| Problem to solve |
Transcribe the records below exactly, from their first line through the line containing "Task: Click on the Accept". Omit every line after it.

| Record excerpts |
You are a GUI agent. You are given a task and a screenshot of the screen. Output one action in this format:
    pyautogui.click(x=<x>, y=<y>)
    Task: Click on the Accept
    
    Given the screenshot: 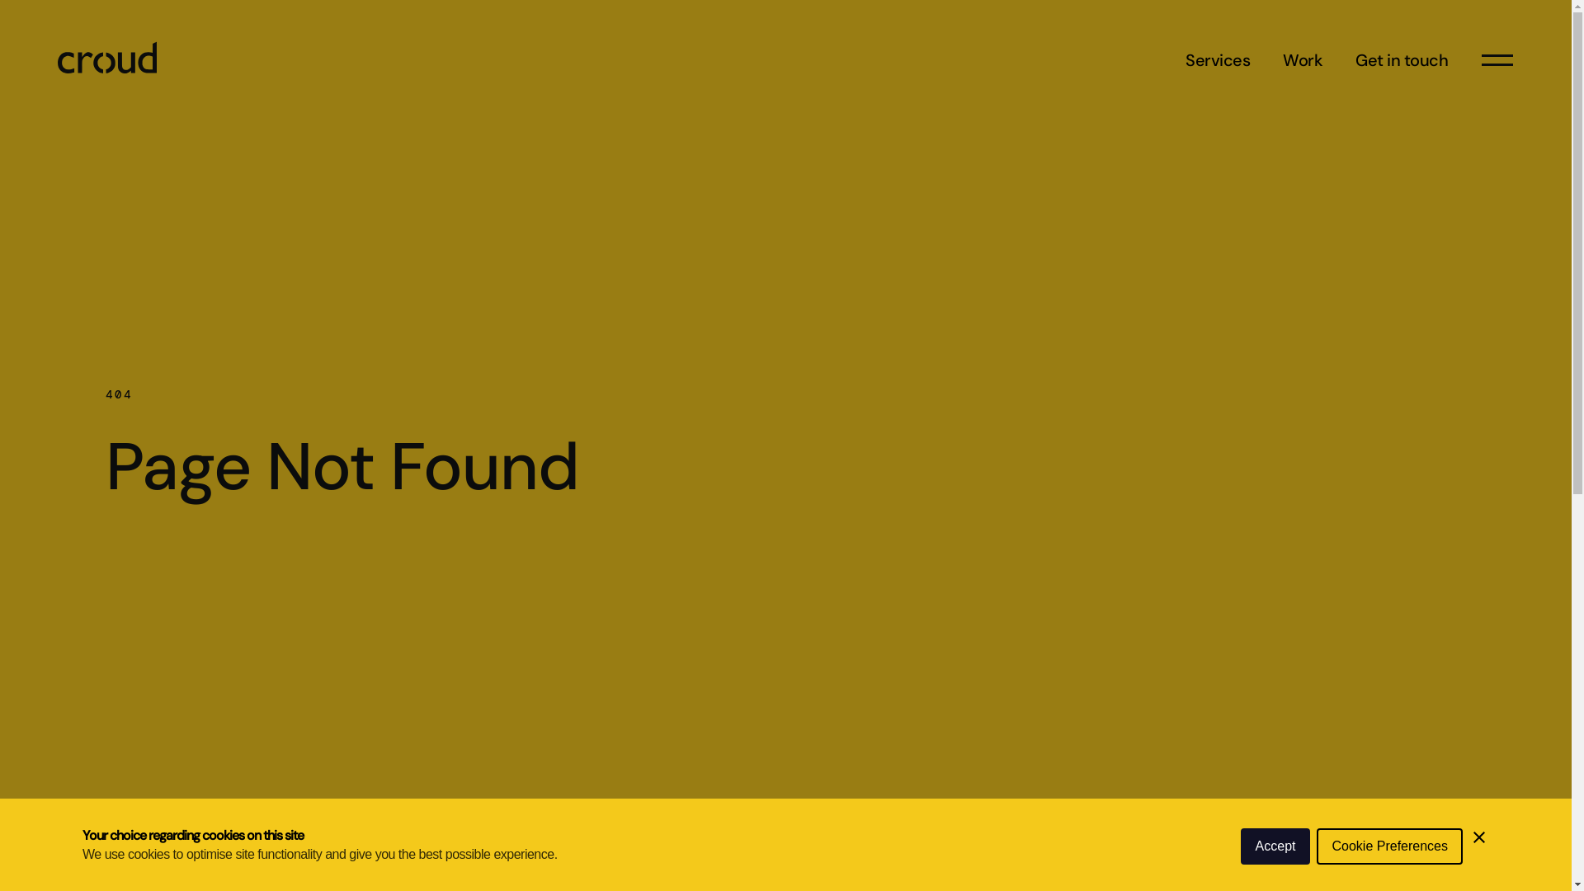 What is the action you would take?
    pyautogui.click(x=1276, y=847)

| Your solution |
You are a GUI agent. You are given a task and a screenshot of the screen. Output one action in this format:
    pyautogui.click(x=<x>, y=<y>)
    Task: Click on the Accept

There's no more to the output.